For screenwriter Alice Birch, whose previous work includes Florence Pugh’s brilliant breakout film role in Lady Macbeth and BBC One lockdown smash Normal People, this was highly relatable.

“Most of my work is interested in and engaged with women. I read the book just after I’d had my first child,” she says.

“The way motherhood and those early days were articulated in this kind of savage but poetic language, I found really moving.

“To have that told alongside this climate catastrophe felt like a frighteningly realistic portrayal of what that could be if it were to happen tomorrow. This is not some massive disaster film – it’s a bit more banal and soggy.

“I wrote the first draft during the first lockdown with my second tiny baby. So it was quite a heady experience and felt very within reach. Some of the state I was in definitely made it into the draft.”

Posted by admin on January 16, 2024

The End We Start From, Megan Hunter’s 2017 novel about a mother and her baby in a flooded city, seems increasingly timely. As the film is released, she reveals why she wanted a more female-centred take on disaster survival movies

At an unknown point in the near future, a woman is giving birth. As her contractions start, her home in London is flooded and, as her baby is born, it becomes clear that a climate catastrophe of biblical proportions has begun. A sea of water invades the city as the woman takes her first postpartum, post-apocalyptic pee, then flees for higher ground with her newborn in a car seat.

So begins the story of a new survival film starring the British actor Jodie Comer.

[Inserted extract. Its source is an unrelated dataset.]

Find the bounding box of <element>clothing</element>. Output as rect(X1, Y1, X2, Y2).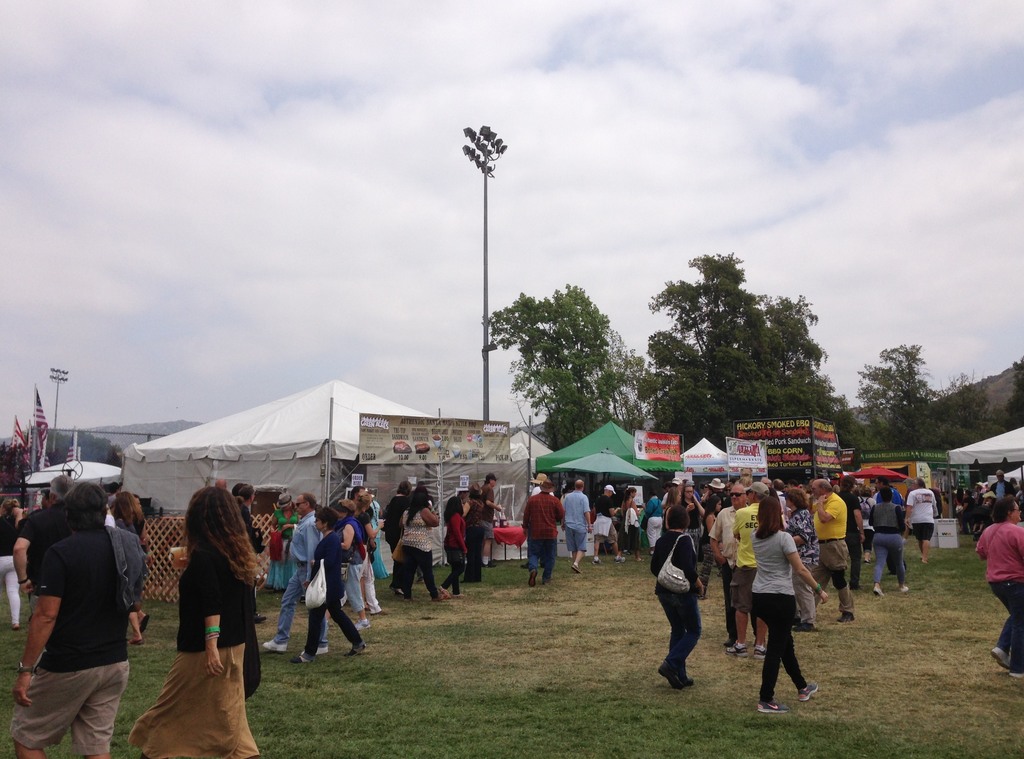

The End We Start From goes on general release in UK and Irish cinemas from Friday and has a star-studded cast: Benedict Cumberbatch, Joel Fry, Gina McKee, Nina Sosanya and Mark Strong all appear alongside Comer.

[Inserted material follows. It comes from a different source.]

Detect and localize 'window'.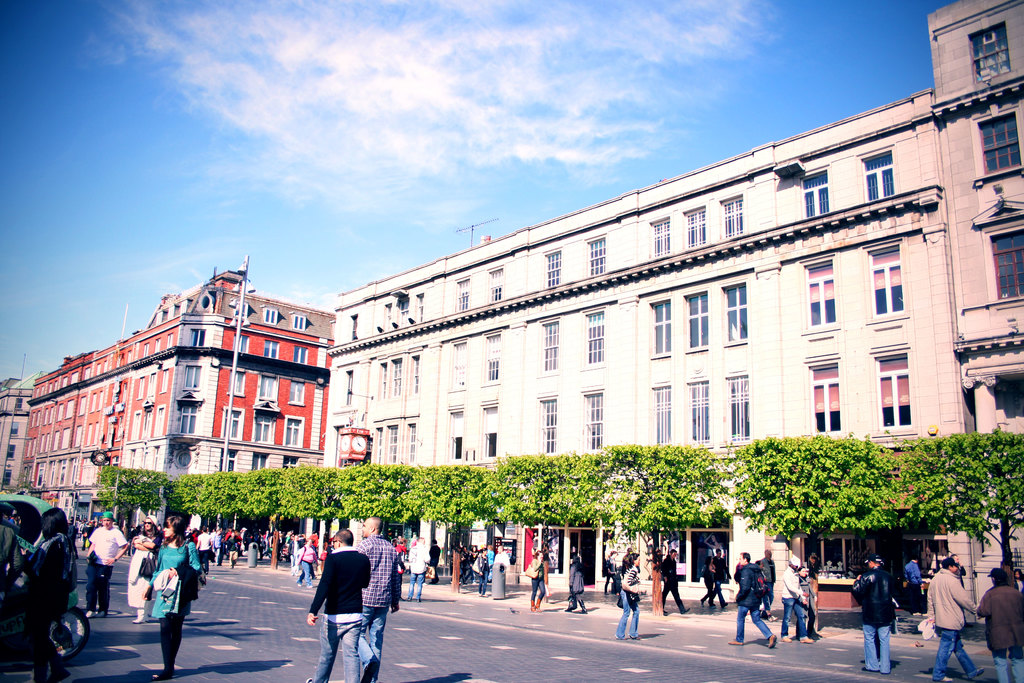
Localized at 485 334 498 386.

For the author Megan Hunter, who wrote the extraordinary 2017 novel – her debut – which the film is based on, the plot was obvious: “I’ve always had an apocalyptic imagination – I remember, even as a child, dreaming about the sea overwhelming the Earth,” she says.

After having two children in her 20s, the 39-year-old found herself writing lots of poetry and short stories about motherhood in her spare time. “Then I had this idea to write a story about a woman giving birth in the future. And it seemed inevitable to me that she would be facing a climate disaster.”

Posted by admin on January 11, 2024

Best known for her BAFTA and Emmy award winning performance as the cold-blooded assassin Villanelle in Killing Eve, Jodie Comer is back and has teamed up with the award-winning British Director Mahalia Belo.

Their new environmental disaster thriller ‘The End We Start From’ sees Jodie’s character giving birth amid the floodwaters of a submerged London.



 

Posted by admin on January 10, 2024

Jodie attended the UK Screening for The End We Start From! Photos of her attending the Event have been added, enjoy!


 

Posted by admin on September 12, 2023

Jodie Comer’s new movie The End We Start From with Benedict Cumberbatch has released a first look trailer.

Directed by Mahalia Belo and written by Succession‘s Alice Birch, the movie stars Comer and Cumberbatch alongside Mark Strong, Katherine Waterston, Joel Fry, Gina McKee and Nina Sosanya.

Described as a “hopeful story about the trials and joys of new motherhood in the midst of devastating floods that swallow up the city of London”, the new teaser trailer sees Comer’s character attempt to navigate motherhood against the backdrop of a natural disaster.